Variant of the Shepard’s Tabletops Illusion

Site status: If you visited this website in previous two days, you probably noticed we had some serious issues with this site, resulting in most of our icons, images and illusions not showing. This is because most of our images are hosted on Photobucket Pro account, which was down much longer than we expected (due to their system maintenance). Even though we manged to bring everything back up, this made me insecure in future relationship with them. I felt helpless, knowing there isn’t much I can do except wait for the service to come back up. As a result, I’m now positive something has to be done ASAP. As of this Monday, I’m pushing all my energy into migrating this website to more secure, dedicated server with included image hosting, and tracking down best freelance coders and wordpress moguls to help us in the migration process. Now for the illusion…

I know we had bunch of Relative Sizes illusions like this one. Specially Jastrow Illusion and Tabletops. But in my opinion non of them showed the effect strongly as today’s submission did. The image below was created by Lydia Maniatis of American University. Like you presumed, all of the three pink and blue-colored parallelograms are exactly the same. All of the blue lines are equal in length, as well as all of the pink ones are the same. Box B is simply Box C rotated counterclockwise. Why is that all of the three parallelograms look different? Our visual system assumes that the diagonals in A and C are foreshortened and “stretches” them perceptually. The pink lines in B should be foreshortened and stretched, just as they are in C. But our visual system doesn’t stretch a horizontal quite as much as it stretches a diagonal. Why not?

15 Replies to “Variant of the Shepard’s Tabletops Illusion”

  1. This is probably because our eyes tend to look at shapes 3D, even if they’re simply 2D drawn on paper..

  2. This is why, in technical drawing, when you draw a cube, what would be the blue lines in this example are half the length that they should actually be.

  3. oh wow that’s cool! i really like the shapes, and how your brain perceives A and C as foreshortened, and therefore longer. that’s really cool.
    And btw your dedication to this site and it’s visitors is great. i came here yesterday and was upset i couldn’t see all the pictures but I’m glad they’re back up now, and that your pushing for a better server.

  4. Amazing!
    Even though I realized what was going on, I didn’t believe that the third one had the same length until I measured them.

  5. Wow… I can see A & B as the same, but C really looks different! I guess it is the different angle of the box… very cool!

  6. This is really awesome! I didn’t believe it until I checked it in photoshop.

    PS: By the way, thanks for a great site!

  7. I guess its a very good thing that you stop giving these people money for a service they clearly can’t give you.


[Task item] Could you copy exactly the line that contains "Aim at tree." and every line after it to the end of the records, and nothing more?

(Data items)

:::::

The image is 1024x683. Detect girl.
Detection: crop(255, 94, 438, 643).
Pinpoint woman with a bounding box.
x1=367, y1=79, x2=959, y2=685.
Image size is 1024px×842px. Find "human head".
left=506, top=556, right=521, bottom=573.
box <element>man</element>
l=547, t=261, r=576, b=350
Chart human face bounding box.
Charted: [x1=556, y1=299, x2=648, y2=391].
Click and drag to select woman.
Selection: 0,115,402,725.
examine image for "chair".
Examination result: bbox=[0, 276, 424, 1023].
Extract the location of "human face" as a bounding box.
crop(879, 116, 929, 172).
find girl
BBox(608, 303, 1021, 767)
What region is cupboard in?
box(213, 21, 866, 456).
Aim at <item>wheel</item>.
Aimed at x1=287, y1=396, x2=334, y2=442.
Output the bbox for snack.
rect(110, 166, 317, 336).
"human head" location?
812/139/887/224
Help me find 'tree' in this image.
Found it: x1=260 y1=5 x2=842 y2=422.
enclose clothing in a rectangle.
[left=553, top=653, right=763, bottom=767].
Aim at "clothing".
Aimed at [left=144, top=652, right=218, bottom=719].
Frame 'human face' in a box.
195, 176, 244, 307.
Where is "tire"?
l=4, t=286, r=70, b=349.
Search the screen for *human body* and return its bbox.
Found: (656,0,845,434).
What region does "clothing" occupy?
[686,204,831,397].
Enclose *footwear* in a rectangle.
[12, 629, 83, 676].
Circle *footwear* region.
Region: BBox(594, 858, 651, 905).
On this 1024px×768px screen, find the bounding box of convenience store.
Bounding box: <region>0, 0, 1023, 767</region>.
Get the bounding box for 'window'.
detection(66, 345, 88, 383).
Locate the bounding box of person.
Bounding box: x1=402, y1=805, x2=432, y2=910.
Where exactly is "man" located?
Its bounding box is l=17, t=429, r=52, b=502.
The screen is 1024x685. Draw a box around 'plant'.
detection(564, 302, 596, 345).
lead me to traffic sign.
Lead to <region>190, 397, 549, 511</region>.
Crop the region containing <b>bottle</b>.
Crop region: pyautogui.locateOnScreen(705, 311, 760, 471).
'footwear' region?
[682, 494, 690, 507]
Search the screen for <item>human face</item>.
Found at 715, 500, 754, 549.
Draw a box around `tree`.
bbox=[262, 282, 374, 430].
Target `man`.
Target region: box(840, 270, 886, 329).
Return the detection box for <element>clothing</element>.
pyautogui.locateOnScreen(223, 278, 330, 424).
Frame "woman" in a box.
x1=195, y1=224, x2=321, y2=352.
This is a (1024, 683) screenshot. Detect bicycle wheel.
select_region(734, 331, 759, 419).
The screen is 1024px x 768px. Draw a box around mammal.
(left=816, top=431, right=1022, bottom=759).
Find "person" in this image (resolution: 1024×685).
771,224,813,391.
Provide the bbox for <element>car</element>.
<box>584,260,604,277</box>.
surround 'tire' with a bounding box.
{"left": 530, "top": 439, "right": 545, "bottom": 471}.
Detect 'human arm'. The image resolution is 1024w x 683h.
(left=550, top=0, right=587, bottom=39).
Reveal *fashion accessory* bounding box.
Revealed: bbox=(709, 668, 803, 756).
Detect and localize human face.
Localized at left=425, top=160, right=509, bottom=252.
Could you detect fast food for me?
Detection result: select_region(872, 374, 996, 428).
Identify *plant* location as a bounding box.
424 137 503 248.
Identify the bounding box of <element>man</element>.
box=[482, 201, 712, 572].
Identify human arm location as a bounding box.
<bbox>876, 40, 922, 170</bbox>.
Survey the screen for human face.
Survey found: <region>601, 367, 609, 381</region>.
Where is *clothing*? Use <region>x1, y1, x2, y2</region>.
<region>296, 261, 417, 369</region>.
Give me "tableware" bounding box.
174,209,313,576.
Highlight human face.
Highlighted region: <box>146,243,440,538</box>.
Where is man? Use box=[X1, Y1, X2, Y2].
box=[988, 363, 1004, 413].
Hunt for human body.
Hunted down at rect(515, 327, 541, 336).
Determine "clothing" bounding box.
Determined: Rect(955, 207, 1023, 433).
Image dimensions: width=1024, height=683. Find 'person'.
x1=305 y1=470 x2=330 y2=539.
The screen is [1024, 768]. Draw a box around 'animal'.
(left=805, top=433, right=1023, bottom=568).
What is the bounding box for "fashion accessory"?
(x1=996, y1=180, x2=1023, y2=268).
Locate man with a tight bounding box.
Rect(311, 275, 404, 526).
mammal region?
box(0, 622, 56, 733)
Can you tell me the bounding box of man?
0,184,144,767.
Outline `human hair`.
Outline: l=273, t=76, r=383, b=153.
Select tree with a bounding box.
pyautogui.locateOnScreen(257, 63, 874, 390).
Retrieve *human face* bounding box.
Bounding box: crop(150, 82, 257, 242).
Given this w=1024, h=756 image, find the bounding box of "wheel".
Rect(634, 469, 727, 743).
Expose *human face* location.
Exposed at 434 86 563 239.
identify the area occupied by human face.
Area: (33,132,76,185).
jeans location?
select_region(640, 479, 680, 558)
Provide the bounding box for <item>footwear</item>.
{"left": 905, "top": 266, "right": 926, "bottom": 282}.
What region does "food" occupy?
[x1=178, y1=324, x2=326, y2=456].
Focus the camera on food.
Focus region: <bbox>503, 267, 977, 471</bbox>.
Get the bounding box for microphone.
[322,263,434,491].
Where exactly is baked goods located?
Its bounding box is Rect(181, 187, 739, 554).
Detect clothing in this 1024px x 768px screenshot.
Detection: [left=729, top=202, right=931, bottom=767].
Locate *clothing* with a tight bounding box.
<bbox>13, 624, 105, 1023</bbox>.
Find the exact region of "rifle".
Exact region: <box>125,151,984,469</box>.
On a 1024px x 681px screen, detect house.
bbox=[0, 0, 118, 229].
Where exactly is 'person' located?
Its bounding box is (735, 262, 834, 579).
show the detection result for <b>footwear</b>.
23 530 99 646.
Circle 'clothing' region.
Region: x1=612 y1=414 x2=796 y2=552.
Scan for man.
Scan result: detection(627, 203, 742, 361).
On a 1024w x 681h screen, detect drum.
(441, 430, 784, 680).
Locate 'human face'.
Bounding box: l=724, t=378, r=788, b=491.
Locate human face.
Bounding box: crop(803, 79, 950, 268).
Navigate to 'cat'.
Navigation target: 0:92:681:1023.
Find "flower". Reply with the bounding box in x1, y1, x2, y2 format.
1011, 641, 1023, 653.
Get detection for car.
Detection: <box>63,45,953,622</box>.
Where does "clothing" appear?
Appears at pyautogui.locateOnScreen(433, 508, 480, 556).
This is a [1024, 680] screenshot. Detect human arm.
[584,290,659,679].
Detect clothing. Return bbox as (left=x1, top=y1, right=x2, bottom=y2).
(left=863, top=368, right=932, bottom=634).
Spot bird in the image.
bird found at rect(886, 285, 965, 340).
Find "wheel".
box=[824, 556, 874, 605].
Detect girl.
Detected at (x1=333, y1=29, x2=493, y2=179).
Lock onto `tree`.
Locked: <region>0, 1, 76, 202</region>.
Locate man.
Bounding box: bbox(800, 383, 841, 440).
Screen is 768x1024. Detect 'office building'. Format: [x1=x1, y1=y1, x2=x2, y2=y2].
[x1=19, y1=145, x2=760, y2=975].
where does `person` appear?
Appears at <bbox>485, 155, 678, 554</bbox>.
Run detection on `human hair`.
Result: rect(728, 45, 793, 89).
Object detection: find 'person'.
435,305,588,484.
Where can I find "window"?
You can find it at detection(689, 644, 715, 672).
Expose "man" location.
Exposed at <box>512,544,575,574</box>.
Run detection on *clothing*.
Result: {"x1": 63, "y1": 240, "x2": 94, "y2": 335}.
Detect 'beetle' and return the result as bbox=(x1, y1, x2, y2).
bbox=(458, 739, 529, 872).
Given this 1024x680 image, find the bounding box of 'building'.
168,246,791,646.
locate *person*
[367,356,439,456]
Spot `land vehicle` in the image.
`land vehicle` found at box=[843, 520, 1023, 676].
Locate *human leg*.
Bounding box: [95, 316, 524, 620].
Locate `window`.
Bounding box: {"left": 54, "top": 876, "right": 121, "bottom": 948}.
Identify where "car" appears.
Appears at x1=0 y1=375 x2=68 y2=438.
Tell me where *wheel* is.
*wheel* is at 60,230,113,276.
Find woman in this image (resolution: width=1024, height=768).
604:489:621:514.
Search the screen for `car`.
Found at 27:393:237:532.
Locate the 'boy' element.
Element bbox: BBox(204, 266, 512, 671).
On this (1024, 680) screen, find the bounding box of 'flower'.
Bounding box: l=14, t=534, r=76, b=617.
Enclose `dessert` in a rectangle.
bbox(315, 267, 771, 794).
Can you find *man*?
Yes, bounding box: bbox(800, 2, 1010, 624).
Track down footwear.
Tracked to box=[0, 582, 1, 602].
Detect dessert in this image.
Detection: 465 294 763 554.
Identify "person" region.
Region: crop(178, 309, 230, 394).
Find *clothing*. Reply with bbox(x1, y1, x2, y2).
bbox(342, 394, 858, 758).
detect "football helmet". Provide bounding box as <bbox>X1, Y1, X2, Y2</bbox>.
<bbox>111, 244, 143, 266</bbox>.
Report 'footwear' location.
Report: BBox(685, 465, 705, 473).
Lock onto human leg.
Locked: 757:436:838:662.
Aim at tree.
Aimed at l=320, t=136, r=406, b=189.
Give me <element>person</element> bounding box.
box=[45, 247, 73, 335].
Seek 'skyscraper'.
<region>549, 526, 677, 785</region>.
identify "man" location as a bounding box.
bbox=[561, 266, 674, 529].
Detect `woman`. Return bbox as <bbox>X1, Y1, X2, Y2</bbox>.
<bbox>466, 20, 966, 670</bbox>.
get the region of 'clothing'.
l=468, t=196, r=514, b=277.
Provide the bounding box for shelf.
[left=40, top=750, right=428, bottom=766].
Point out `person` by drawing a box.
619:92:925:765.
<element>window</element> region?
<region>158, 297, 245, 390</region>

:::::

[Written solution]
Aim at tree.
Aimed at l=320, t=136, r=406, b=189.
Give me <element>person</element> bounding box.
box=[45, 247, 73, 335].
Seek 'skyscraper'.
<region>549, 526, 677, 785</region>.
identify "man" location as a bounding box.
bbox=[561, 266, 674, 529].
Detect `woman`. Return bbox as <bbox>X1, Y1, X2, Y2</bbox>.
<bbox>466, 20, 966, 670</bbox>.
get the region of 'clothing'.
l=468, t=196, r=514, b=277.
Provide the bounding box for shelf.
[left=40, top=750, right=428, bottom=766].
Point out `person` by drawing a box.
619:92:925:765.
<element>window</element> region?
<region>158, 297, 245, 390</region>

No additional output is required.